To do: Repeat each record below exactly as given.

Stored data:

*** Block opens ***

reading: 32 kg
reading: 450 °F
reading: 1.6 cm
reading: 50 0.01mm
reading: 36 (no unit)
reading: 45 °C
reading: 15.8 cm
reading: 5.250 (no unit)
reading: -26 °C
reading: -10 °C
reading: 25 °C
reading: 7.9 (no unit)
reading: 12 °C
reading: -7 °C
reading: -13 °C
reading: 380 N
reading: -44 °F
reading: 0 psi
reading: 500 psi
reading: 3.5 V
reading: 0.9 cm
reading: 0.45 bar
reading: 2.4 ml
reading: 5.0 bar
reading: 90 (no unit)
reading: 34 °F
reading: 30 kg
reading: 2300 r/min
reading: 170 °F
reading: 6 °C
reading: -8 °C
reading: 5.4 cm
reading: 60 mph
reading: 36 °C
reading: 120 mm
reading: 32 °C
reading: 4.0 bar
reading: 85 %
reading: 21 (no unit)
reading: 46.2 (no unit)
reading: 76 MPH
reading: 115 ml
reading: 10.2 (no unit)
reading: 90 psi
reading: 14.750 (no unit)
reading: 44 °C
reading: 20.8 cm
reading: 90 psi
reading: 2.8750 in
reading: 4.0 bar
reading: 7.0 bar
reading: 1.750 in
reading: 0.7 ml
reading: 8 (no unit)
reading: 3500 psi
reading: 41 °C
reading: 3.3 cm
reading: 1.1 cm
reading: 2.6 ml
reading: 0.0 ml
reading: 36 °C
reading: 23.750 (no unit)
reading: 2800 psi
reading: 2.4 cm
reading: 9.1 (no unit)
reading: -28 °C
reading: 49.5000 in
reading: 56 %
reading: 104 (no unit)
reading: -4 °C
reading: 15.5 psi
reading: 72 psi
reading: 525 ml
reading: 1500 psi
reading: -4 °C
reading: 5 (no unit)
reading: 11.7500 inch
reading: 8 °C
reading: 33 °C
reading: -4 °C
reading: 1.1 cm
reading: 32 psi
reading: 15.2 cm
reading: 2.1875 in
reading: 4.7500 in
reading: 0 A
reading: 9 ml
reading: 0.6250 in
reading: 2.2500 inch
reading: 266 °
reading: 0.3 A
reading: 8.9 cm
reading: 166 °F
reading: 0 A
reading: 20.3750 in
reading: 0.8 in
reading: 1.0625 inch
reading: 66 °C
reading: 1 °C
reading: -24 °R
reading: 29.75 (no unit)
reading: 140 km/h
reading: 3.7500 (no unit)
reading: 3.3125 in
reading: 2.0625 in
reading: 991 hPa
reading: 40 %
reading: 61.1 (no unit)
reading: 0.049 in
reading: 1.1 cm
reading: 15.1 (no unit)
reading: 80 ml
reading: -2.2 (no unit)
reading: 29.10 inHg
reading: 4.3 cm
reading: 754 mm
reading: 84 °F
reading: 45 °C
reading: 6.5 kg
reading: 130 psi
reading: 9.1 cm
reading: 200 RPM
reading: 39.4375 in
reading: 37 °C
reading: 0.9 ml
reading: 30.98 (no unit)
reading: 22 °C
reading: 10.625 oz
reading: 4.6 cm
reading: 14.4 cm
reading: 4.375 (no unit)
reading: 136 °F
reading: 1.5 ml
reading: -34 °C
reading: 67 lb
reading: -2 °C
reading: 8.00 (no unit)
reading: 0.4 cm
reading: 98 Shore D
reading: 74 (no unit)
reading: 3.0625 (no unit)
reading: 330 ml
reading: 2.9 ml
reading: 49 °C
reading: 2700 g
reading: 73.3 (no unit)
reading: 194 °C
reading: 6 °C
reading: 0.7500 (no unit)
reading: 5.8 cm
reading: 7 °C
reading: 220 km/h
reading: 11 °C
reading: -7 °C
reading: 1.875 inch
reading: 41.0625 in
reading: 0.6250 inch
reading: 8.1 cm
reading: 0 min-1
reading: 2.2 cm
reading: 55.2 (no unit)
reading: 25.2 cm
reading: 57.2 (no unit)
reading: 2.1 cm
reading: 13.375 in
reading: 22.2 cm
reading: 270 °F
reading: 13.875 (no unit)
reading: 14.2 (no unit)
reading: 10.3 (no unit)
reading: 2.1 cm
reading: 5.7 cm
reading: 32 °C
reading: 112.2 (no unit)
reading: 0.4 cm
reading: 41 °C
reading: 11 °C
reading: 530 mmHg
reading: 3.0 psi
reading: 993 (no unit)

*** Block closes ***

Exercise answer:
reading: 32 kg
reading: 450 °F
reading: 1.6 cm
reading: 50 0.01mm
reading: 36 (no unit)
reading: 45 °C
reading: 15.8 cm
reading: 5.250 (no unit)
reading: -26 °C
reading: -10 °C
reading: 25 °C
reading: 7.9 (no unit)
reading: 12 °C
reading: -7 °C
reading: -13 °C
reading: 380 N
reading: -44 °F
reading: 0 psi
reading: 500 psi
reading: 3.5 V
reading: 0.9 cm
reading: 0.45 bar
reading: 2.4 ml
reading: 5.0 bar
reading: 90 (no unit)
reading: 34 °F
reading: 30 kg
reading: 2300 r/min
reading: 170 °F
reading: 6 °C
reading: -8 °C
reading: 5.4 cm
reading: 60 mph
reading: 36 °C
reading: 120 mm
reading: 32 °C
reading: 4.0 bar
reading: 85 %
reading: 21 (no unit)
reading: 46.2 (no unit)
reading: 76 MPH
reading: 115 ml
reading: 10.2 (no unit)
reading: 90 psi
reading: 14.750 (no unit)
reading: 44 °C
reading: 20.8 cm
reading: 90 psi
reading: 2.8750 in
reading: 4.0 bar
reading: 7.0 bar
reading: 1.750 in
reading: 0.7 ml
reading: 8 (no unit)
reading: 3500 psi
reading: 41 °C
reading: 3.3 cm
reading: 1.1 cm
reading: 2.6 ml
reading: 0.0 ml
reading: 36 °C
reading: 23.750 (no unit)
reading: 2800 psi
reading: 2.4 cm
reading: 9.1 (no unit)
reading: -28 °C
reading: 49.5000 in
reading: 56 %
reading: 104 (no unit)
reading: -4 °C
reading: 15.5 psi
reading: 72 psi
reading: 525 ml
reading: 1500 psi
reading: -4 °C
reading: 5 (no unit)
reading: 11.7500 inch
reading: 8 °C
reading: 33 °C
reading: -4 °C
reading: 1.1 cm
reading: 32 psi
reading: 15.2 cm
reading: 2.1875 in
reading: 4.7500 in
reading: 0 A
reading: 9 ml
reading: 0.6250 in
reading: 2.2500 inch
reading: 266 °
reading: 0.3 A
reading: 8.9 cm
reading: 166 °F
reading: 0 A
reading: 20.3750 in
reading: 0.8 in
reading: 1.0625 inch
reading: 66 °C
reading: 1 °C
reading: -24 °R
reading: 29.75 (no unit)
reading: 140 km/h
reading: 3.7500 (no unit)
reading: 3.3125 in
reading: 2.0625 in
reading: 991 hPa
reading: 40 %
reading: 61.1 (no unit)
reading: 0.049 in
reading: 1.1 cm
reading: 15.1 (no unit)
reading: 80 ml
reading: -2.2 (no unit)
reading: 29.10 inHg
reading: 4.3 cm
reading: 754 mm
reading: 84 °F
reading: 45 °C
reading: 6.5 kg
reading: 130 psi
reading: 9.1 cm
reading: 200 RPM
reading: 39.4375 in
reading: 37 °C
reading: 0.9 ml
reading: 30.98 (no unit)
reading: 22 °C
reading: 10.625 oz
reading: 4.6 cm
reading: 14.4 cm
reading: 4.375 (no unit)
reading: 136 °F
reading: 1.5 ml
reading: -34 °C
reading: 67 lb
reading: -2 °C
reading: 8.00 (no unit)
reading: 0.4 cm
reading: 98 Shore D
reading: 74 (no unit)
reading: 3.0625 (no unit)
reading: 330 ml
reading: 2.9 ml
reading: 49 °C
reading: 2700 g
reading: 73.3 (no unit)
reading: 194 °C
reading: 6 °C
reading: 0.7500 (no unit)
reading: 5.8 cm
reading: 7 °C
reading: 220 km/h
reading: 11 °C
reading: -7 °C
reading: 1.875 inch
reading: 41.0625 in
reading: 0.6250 inch
reading: 8.1 cm
reading: 0 min-1
reading: 2.2 cm
reading: 55.2 (no unit)
reading: 25.2 cm
reading: 57.2 (no unit)
reading: 2.1 cm
reading: 13.375 in
reading: 22.2 cm
reading: 270 °F
reading: 13.875 (no unit)
reading: 14.2 (no unit)
reading: 10.3 (no unit)
reading: 2.1 cm
reading: 5.7 cm
reading: 32 °C
reading: 112.2 (no unit)
reading: 0.4 cm
reading: 41 °C
reading: 11 °C
reading: 530 mmHg
reading: 3.0 psi
reading: 993 (no unit)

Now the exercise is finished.